Event Date: Thursday, 18 May, 2017, 11 a.m.
Location: Palazzo Matteucci, P.za Torricelli 2, Pisa, PI, Italia [Aula Magna]
Speaker: Prof. Louise McNally (University Pompeu Fabra)
Title: Semantic composition with and without reference
Abstract: In this talk, I reflect on my experience when I turned to compositional distributional semantics in an effort to better address the interaction of lexical and compositional semantics in the domain of modification. After considering the possibility of a full-blown distributional semantics for both content and function words, I have opted to explore a mixed model grounded in Discourse Representation Theory (DRT, Kamp 1981; see Garrette, et al. 2011 and Lenci 2016 for related approaches). Specifically, I argue that certain kinds of modification constructions, including (broadly) noun incorporation, point to the existence in natural language of productive compositional operations that combine descriptive contents unmediated by reference, alongside referentially-mediated composition processes.

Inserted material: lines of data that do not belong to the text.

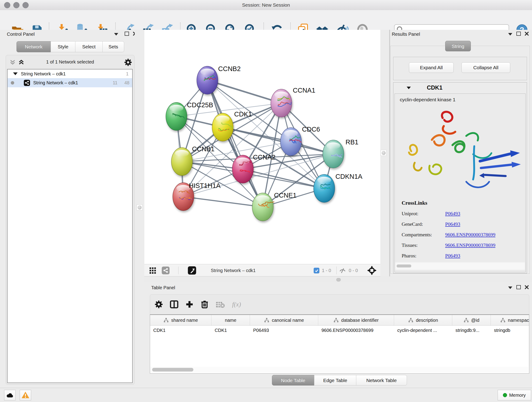 The height and width of the screenshot is (402, 532). I want to click on network-node-CCNE1, so click(263, 207).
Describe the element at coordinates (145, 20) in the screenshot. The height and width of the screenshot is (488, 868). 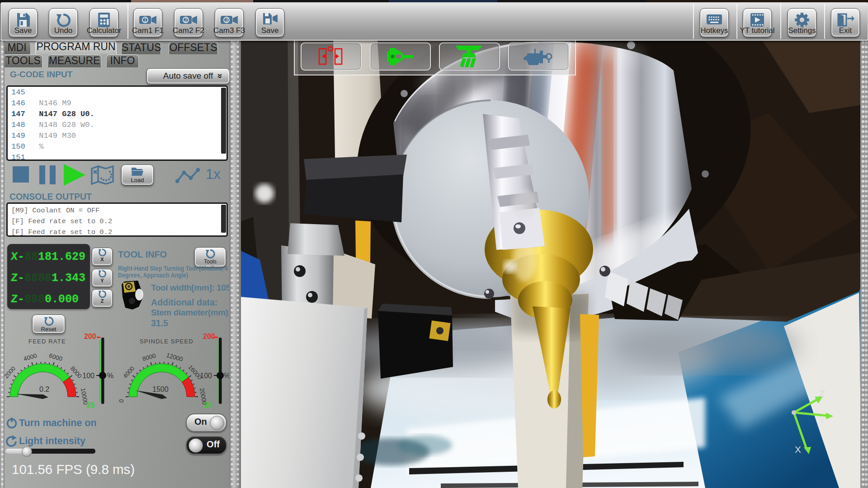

I note, building on the results of Boleda, et al. 2013, that compositional distributional methods can provide interesting models the former, and show, following McNally 2017, McNally & Boleda, to appear, how they can be integrated with a DRT-based model of reference-based composition.

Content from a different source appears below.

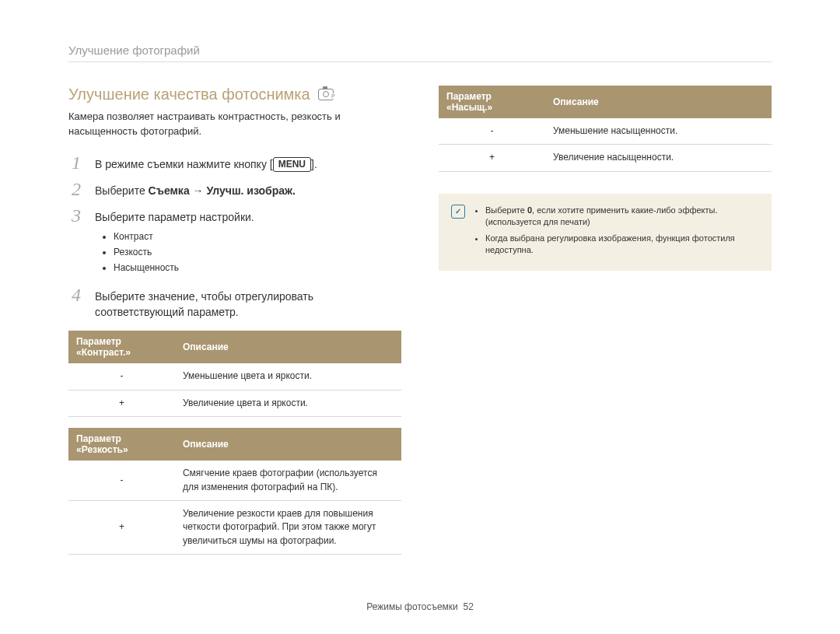  I want to click on cell-desc: Уменьшение насыщенности., so click(658, 131).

Louise McNally (Ph.D. University of California, Santa Cruz, 1992) is Professor of Linguistics at Universitat Pompeu Fabra, Barcelona. Her research primarily concerns the interaction of lexical and compositional semantics, with particular focus on the syntax and semantics of modification. In recent years, she has collaborated with computational linguists in exploring distributional models of nominal phrases. She is currently working on integrating symbolic and statistical approaches to language modeling in order to develop a better understanding of how reference and conceptual knowledge interact in the construction of meaning.